# Instructions for the task:
Lines from the one containing "The height and width of the screenshot is (540, 961)." to the end of the records, both ends included and exactly as written, are the whole answer, and no pictures go in it.
***** Data
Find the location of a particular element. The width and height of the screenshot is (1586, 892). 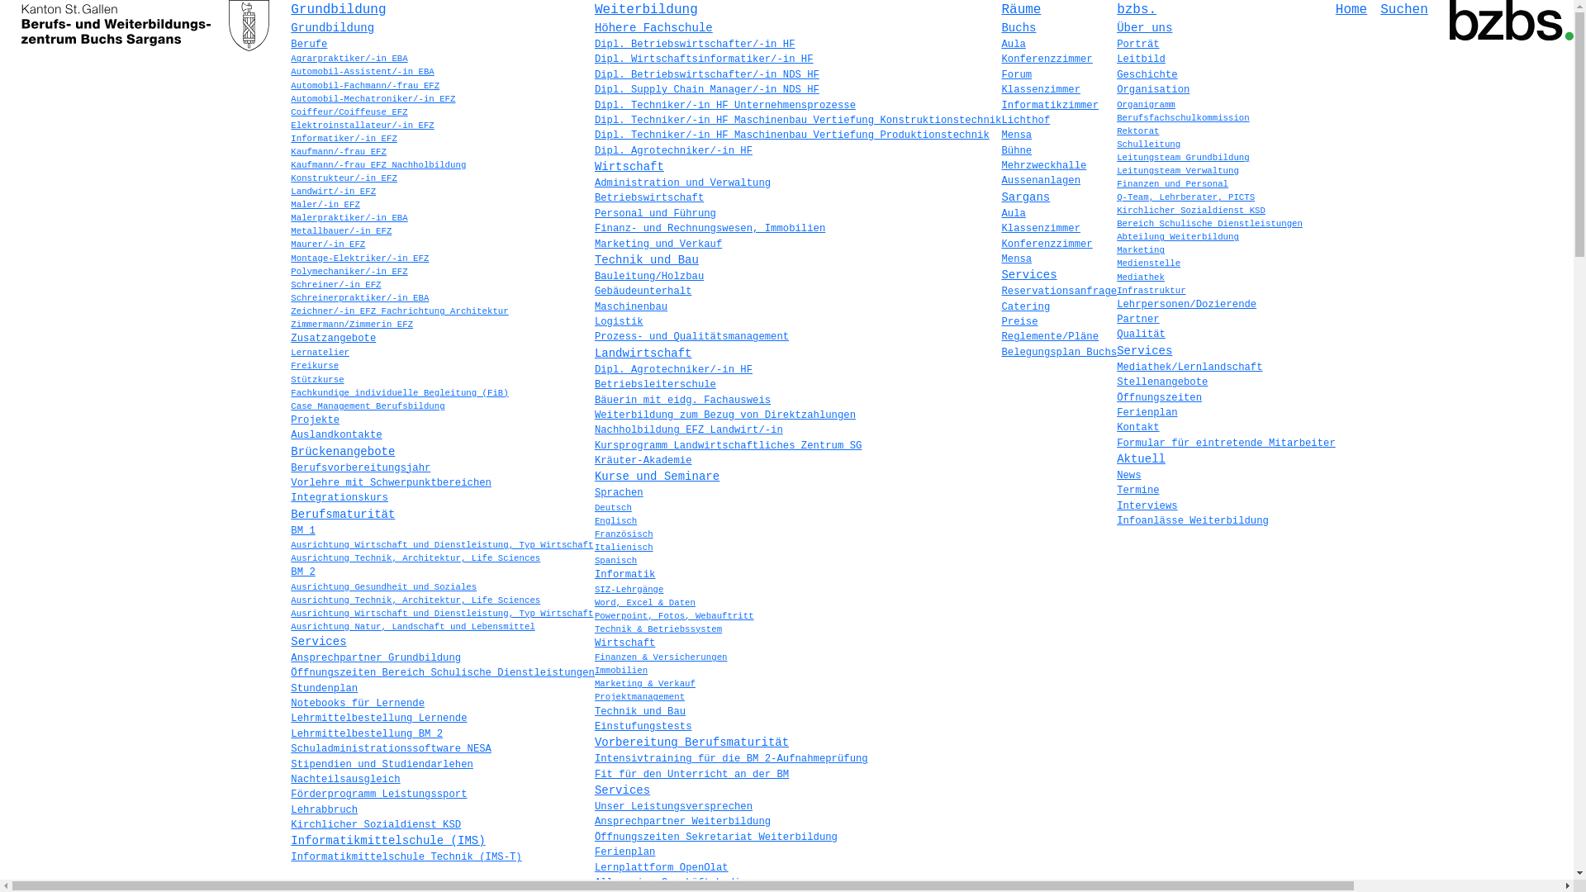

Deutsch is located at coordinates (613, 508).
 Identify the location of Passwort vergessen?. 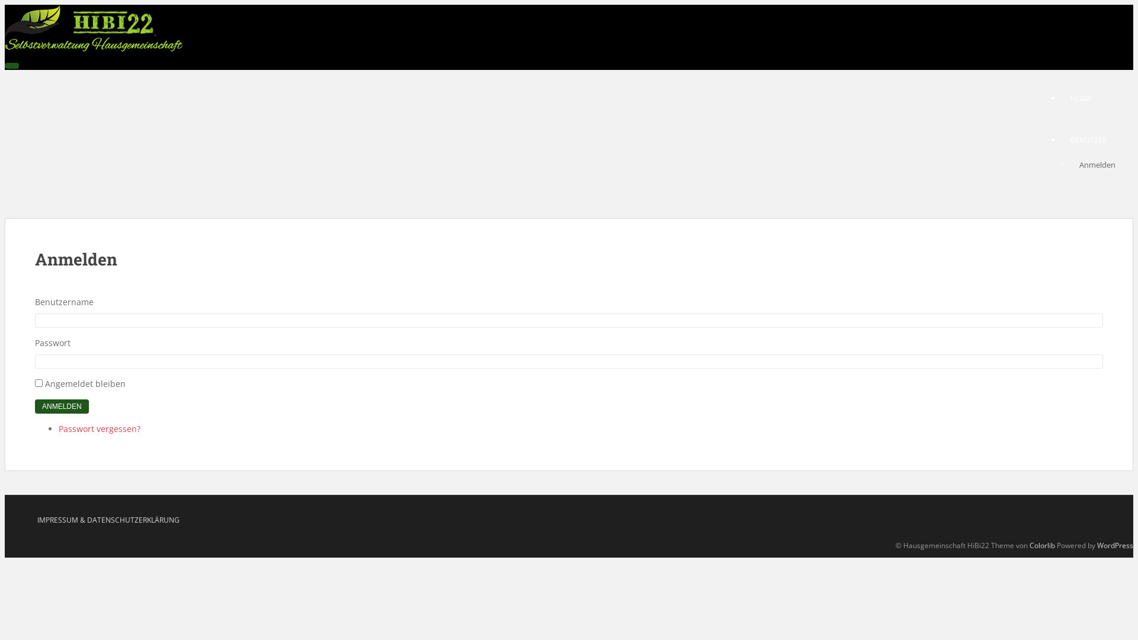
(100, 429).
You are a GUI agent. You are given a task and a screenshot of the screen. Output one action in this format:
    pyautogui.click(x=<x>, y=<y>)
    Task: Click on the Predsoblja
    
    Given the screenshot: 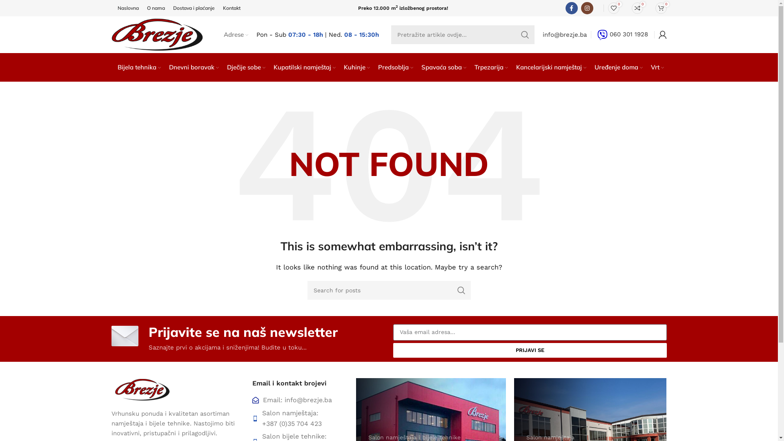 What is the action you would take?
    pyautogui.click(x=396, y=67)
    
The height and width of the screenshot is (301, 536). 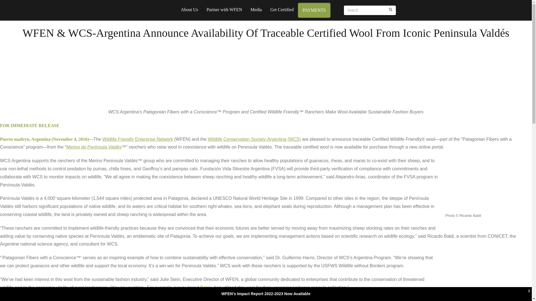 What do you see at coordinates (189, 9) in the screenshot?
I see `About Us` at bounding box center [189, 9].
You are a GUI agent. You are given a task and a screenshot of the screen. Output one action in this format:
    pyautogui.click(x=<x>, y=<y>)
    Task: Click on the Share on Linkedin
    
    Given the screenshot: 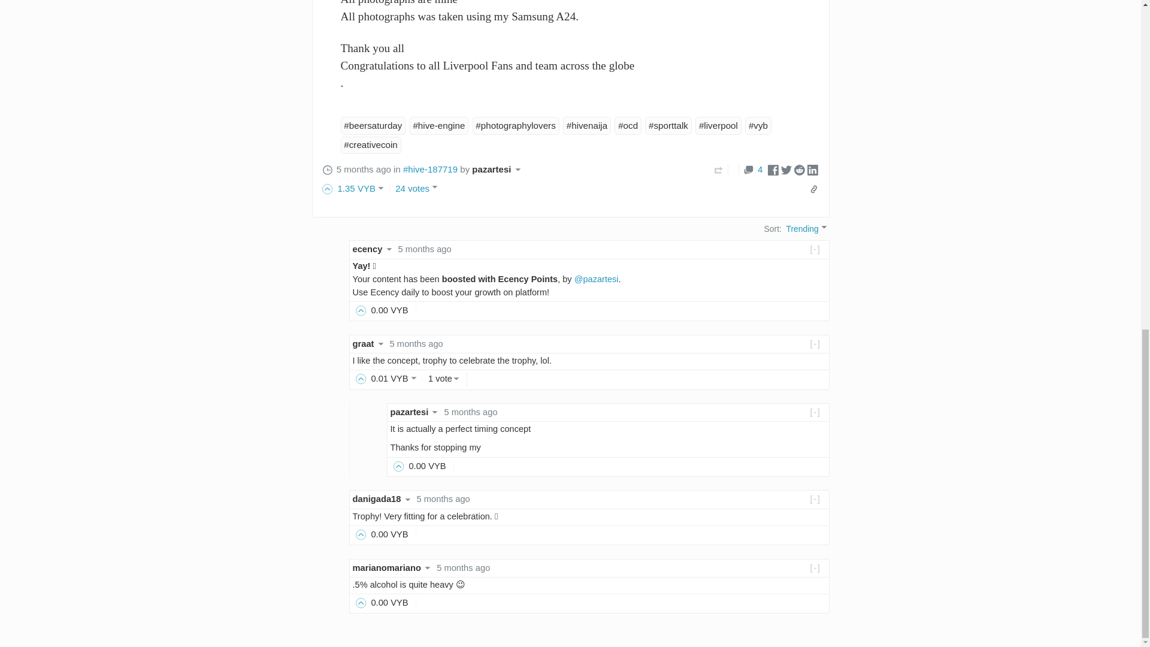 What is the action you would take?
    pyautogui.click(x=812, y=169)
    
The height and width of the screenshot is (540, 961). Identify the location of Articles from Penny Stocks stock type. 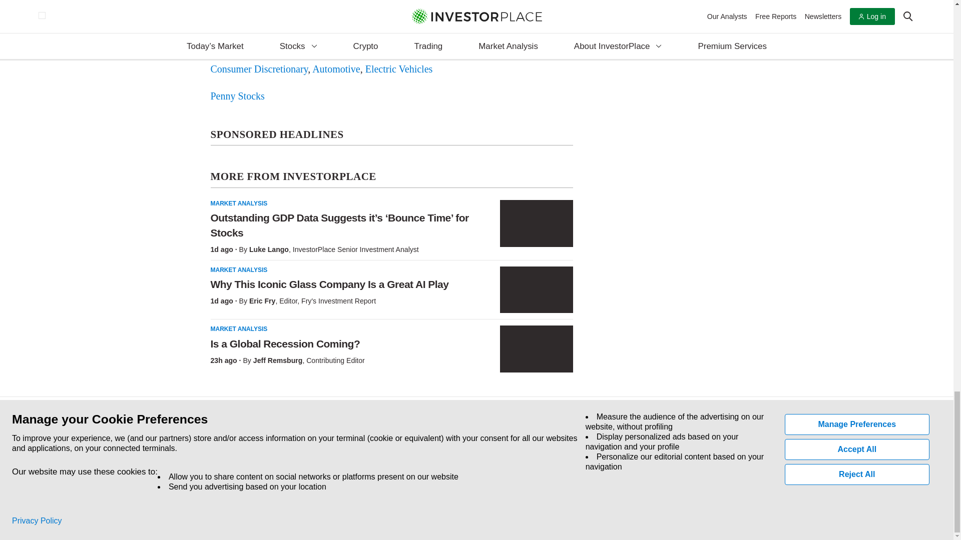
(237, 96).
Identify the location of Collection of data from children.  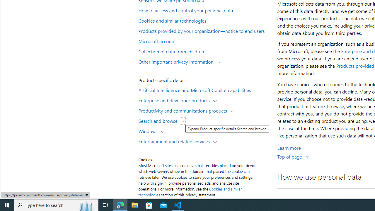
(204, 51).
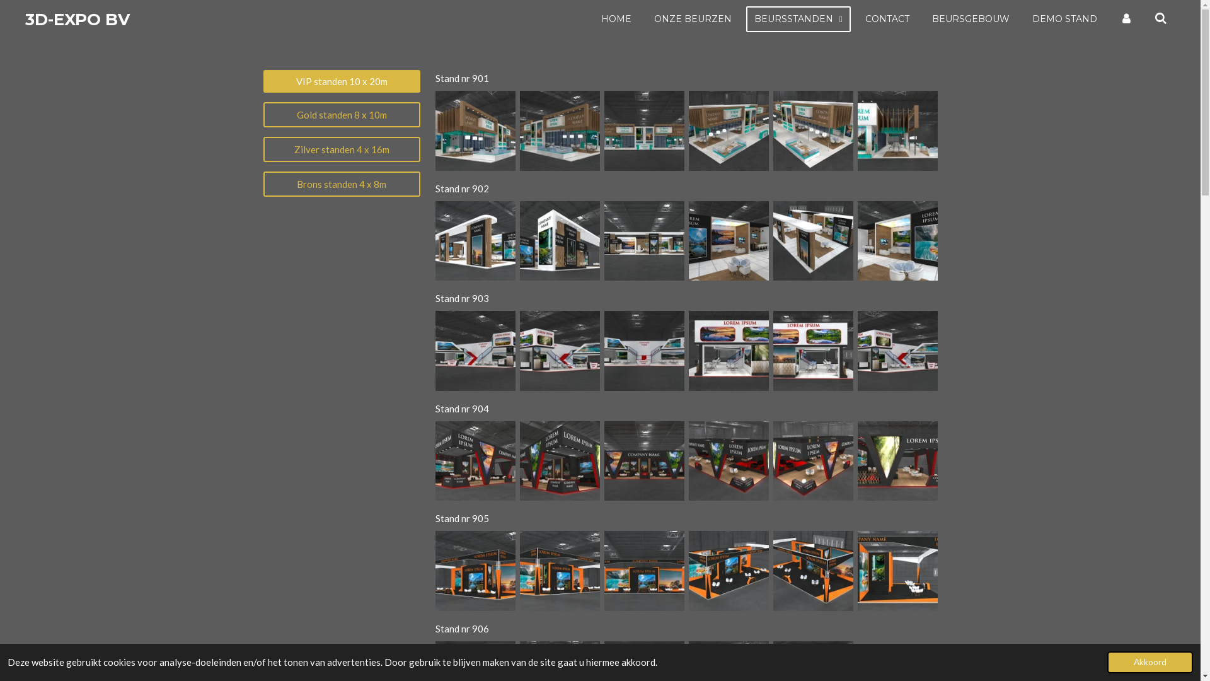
**********
# Written answer:
The height and width of the screenshot is (540, 961). Identify the location of Articles from Penny Stocks stock type. 
(237, 96).
Identify the location of Collection of data from children.  
(204, 51).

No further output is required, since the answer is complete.